More than anything that helped Senator Rev. Warnock win on Election Night, the fact that many Republicans could not see themselves backing Walker meant something, and conservative-leaning unaffiliated voters wanted absolutely nothing to do with the possibility of a candidate who still seemed to reside in Texas—the last state he destroyed in a horrific trade with the Minnesota Vikings. And, let’s face it: If you are thinking about a trade, would you trade a celebrated pastor for an inexperienced gaffe machine?

There is nothing wrong with dividing the Republican base

Despite a certain senator from Arizona, right now, the Republican base is undergoing an incredibly deep division. While it took her forever to endorse Katie Hobbs, the rest of us see a clear difference inside the Republican Party. The number of moderates has fallen, and the rise of radicals is at a record high. Let’s face it: If Liz Cheney is considered too moderate, then the Republican Party has deep institutional problems.

This is where the Democratic Party has an obligation to start calling out these divisions, and to force the Republican Party to face them down on their own. It is not up to us to fix their problems. They can either develop a political spine and start talking the truth to their own base, or they can continue to empower the worst ideologies that will lead further and further away from young Americans, and further away from an accepting country.

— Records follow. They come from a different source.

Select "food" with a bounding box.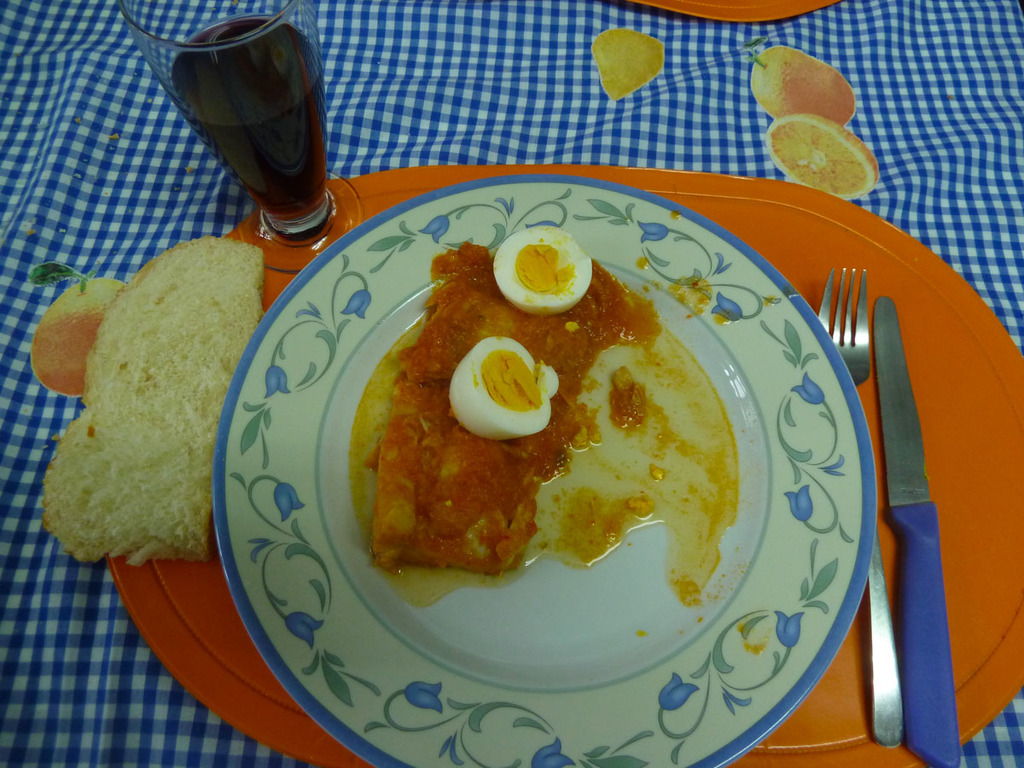
x1=30 y1=271 x2=130 y2=399.
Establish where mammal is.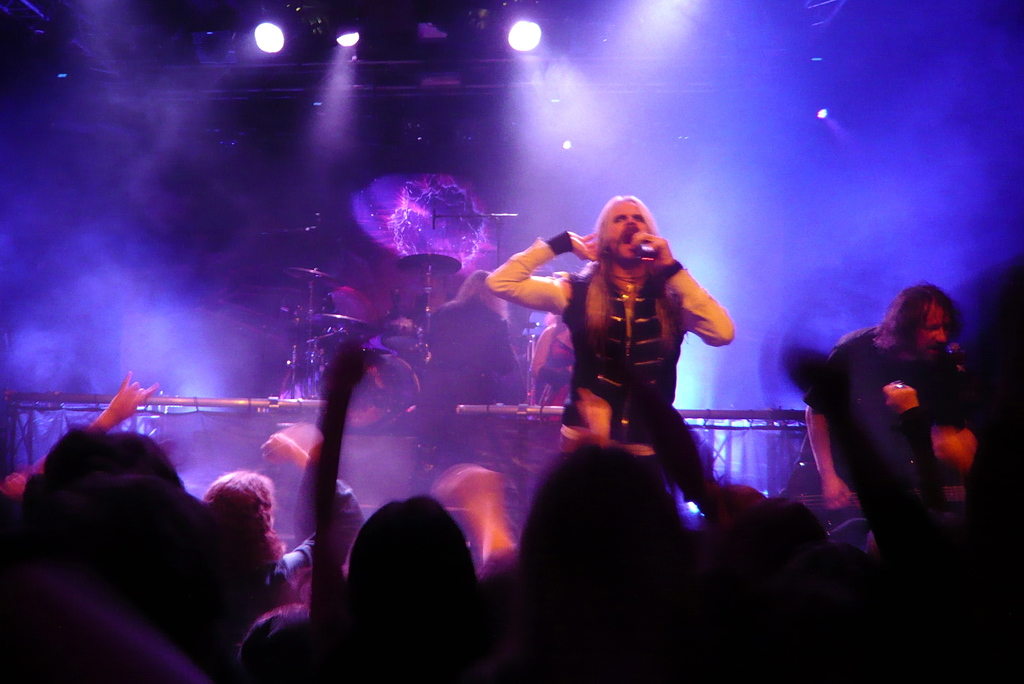
Established at left=794, top=282, right=961, bottom=507.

Republicans are forced to hold together two sides of their party: Cradle Republicans who were born into Republican families (I was) during eras of a very different Republican Party, and Trumpian Republicans who are Republicans primarily because they feel as though something was taken away from them and they want to demand preferential treatment.

As the party splits into divisions, it is time for the Democratic Party to point out those divides and be willing to appeal to those who want a more open, sensible look at the government—rather than a radicalized government that isn’t about developing solutions.